Note: This debate has been included in the list of United Kingdom-related deletion discussions. • Gene93k (talk) 14:38, 26 May 2015 (UTC)[reply]
Note: This debate has been included in the list of United States of America-related deletion discussions. • Gene93k (talk) 14:38, 26 May 2015 (UTC)[reply]
Note: This debate has been included in the list of Science-related deletion discussions. • Gene93k (talk) 14:38, 26 May 2015 (UTC)[reply]
Note: This debate has been included in the list of Authors-related deletion discussions. • Gene93k (talk) 14:39, 26 May 2015 (UTC)[reply]
  • weak delete Keep - based on reviews found by Eppstein. I can't find enough about him to meet notability for an author. I did find one Kirkus review, but that only indicates that the book was published and promoted. There is a WP article for his book Passionate_Minds but the only reference to that is the book itself. I note also that his "official website" is a 404. However, he has written more books than are listed here, and they appear to be widely held in libraries (that is >2K libraries, which is a small number but not tiny). LaMona (talk) 03:35, 27 May 2015 (UTC)[reply]
  • Keep. I found multiple mainstream media reviews of his books [1] [2] [3] [4] [5], an interview on Australian television [6] and an award for one of those books from the Royal Society [7]. As such I think he has a clear pass of WP:AUTHOR. The article should be revised to include these third party sources; currently its sourcing is weak, but that can be improved. —David Eppstein (talk) 19:12, 27 May 2015 (UTC)[reply]
Any coverage of the subject himself? Guy (Help!) 18:10, 28 May 2015 (UTC)[reply]
The interview [8] has information about him in the textual description, although not a lot. I don't read anything at WP:AUTHOR that requires biographical information in addition to information about the author's works. LaMona (talk) 15:12, 29 May 2015 (UTC)[reply]

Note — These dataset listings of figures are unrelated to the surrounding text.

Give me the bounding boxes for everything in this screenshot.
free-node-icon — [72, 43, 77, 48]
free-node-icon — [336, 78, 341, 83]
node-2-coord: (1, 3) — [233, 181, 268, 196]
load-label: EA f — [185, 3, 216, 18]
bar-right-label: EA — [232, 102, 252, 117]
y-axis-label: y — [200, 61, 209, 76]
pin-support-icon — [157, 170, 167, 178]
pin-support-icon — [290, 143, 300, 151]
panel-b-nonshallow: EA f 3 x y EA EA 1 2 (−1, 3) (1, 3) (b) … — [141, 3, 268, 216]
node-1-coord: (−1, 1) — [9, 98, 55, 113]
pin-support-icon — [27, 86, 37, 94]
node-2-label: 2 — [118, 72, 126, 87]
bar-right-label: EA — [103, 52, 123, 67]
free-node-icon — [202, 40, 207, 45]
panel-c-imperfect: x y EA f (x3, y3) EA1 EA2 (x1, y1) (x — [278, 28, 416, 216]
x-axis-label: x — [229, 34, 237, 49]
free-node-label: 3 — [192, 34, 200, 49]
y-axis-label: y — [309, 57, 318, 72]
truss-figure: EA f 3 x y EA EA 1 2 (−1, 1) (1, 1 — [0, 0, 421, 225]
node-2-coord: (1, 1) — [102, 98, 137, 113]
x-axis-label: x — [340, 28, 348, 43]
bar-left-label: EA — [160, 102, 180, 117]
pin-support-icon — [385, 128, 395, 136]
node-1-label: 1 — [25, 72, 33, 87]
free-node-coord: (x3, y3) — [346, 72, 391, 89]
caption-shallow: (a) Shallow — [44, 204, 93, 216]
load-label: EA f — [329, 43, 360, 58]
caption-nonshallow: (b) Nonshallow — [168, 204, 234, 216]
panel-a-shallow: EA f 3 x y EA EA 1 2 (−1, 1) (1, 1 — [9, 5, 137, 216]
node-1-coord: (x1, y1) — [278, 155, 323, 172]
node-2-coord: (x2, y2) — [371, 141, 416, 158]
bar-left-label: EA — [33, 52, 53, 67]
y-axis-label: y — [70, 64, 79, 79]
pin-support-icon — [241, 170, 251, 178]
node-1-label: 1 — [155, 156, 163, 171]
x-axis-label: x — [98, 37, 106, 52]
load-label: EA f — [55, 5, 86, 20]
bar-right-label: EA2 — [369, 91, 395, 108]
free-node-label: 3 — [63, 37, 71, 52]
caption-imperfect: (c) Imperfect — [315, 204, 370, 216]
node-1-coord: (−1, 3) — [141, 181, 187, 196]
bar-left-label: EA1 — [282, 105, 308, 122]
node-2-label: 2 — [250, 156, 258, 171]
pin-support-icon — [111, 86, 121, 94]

These subject-specific guidelines are a plague - many of them imply that fulfilling certain criteria guarantees inclusion, but in reality they only indicate people who are likely to be notable, but in the end Wikipedia policy requires that there are non-trivial reliable independent sources about the article subject. It's coverage in reliable independent sources that confers notability, per Wikipedia's policies. Guy (Help!) 23:34, 29 May 2015 (UTC)[reply]
@JzG: Requiring information about the personal life of the author is seriously misguided. If someone is known for writing books, then in-depth sources about those books provide notbability for that subject, just as if someone is known as an Olympic athlete then in-depth sources about their athletic achievements provide notability. In neither case do we require People magazine exposes about their love life. —David Eppstein (talk) 19:09, 30 May 2015 (UTC)[reply]
The above discussion is preserved as an archive of the debate. Please do not modify it. Subsequent comments should be made on the appropriate discussion page (such as the article's talk page or in a deletion review). No further edits should be made to this page.